Paul Orude, Bauchi
The Bishop of Bauchi/Gombe Catholic Diocese, Most Reverend Hilary Dachelem, has called on the federal government and the Academic Union of Universities (ASUU) to amicably resolve their areas of disagreement to allow public university students to return to school.
ASUU embarked on strike since March 2020 over lack of amicable agreement between it and the federal government on the implementation of the controversial Integrated Payroll and Personnel Information (IPPIS), consolidated earned allowances, visitation panels among other grey areas.
Several meetings between ASUU and the federal government’s negotiation team headed by the minister for Labour and Employment, Dr Chris Ngige, have failed even as public universities remain closed with students who are mostly youth at home for eight months as a result.
Reacting to the development in an interview with The Sun, Bishop Dachelem stated, “When there is such disparity, both ends must shift grounds. That is the aim of dialogue. The idea of dialogue is both must shift grounds. This is my view, this is where I stand and this is where you stand, okay now from my perspective I am very convinced this is it but I don’t have the totality of the truth because I am not perfect. You are not perfect from your own point of view”
The Bishop, who celebrated his 25 years as a priest recently, called on both ASUU and Federal Government to sit down and realistically look at their differences and areas of disagreement and settle for what is realisable.
“They must look at what is pragmatic, what is practicable, what is workable and then we shift grounds a little because when two elephants fights it is the grass that suffers,” he said.

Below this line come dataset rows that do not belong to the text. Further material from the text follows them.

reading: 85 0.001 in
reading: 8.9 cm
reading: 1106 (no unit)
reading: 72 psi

Bishop Dachelem was sad that young Nigerians were suffering and are keeping them at home for months over breakdown of proper dialogue by the two parties.

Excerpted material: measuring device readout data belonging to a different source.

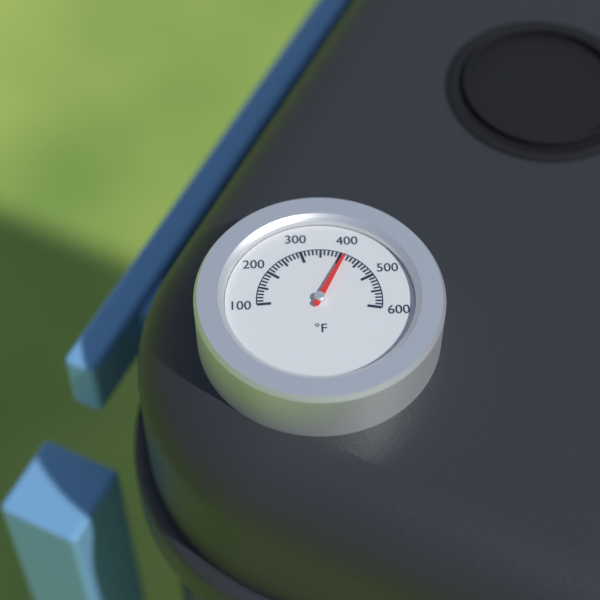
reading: 410 °F
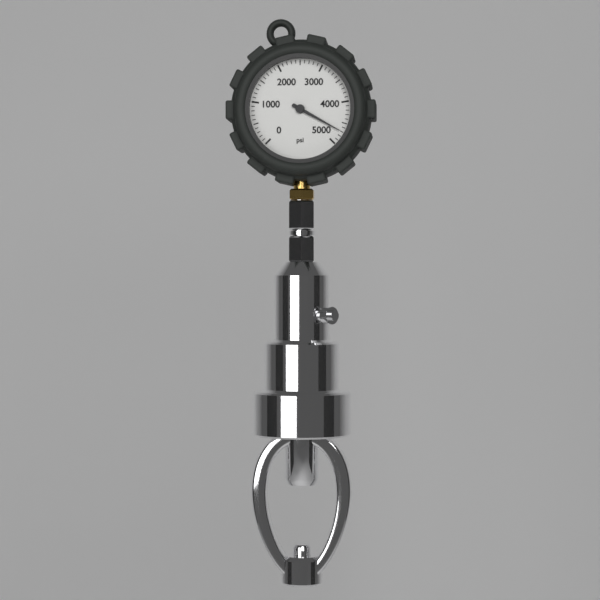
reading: 4700 psi
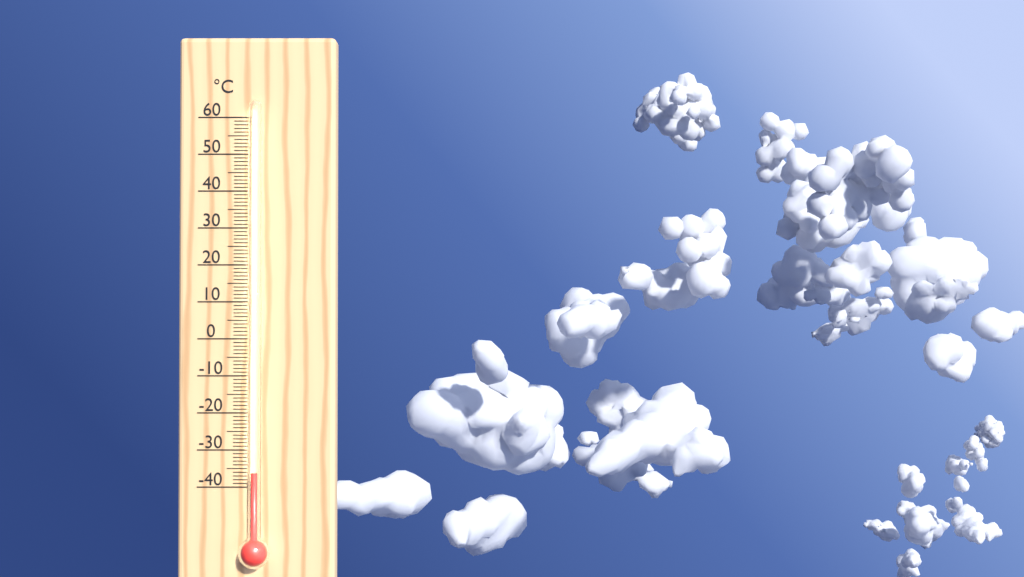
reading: -36 °C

“Some of the students are even the children of the negotiators. It does not help. Two wrongs don’t make a right so we should be a bit realistic. While government should be realistic in looking at the situation of the universities, also the universities should also know that the government is not just looking at only one sector. Government has multiple sectors and most schools in other parts of the world are private schools and most governments in other parts of the world do not invest in schools so the schools should be able to raise funds also. So let us understand all these things because these are the dynamics,” he said.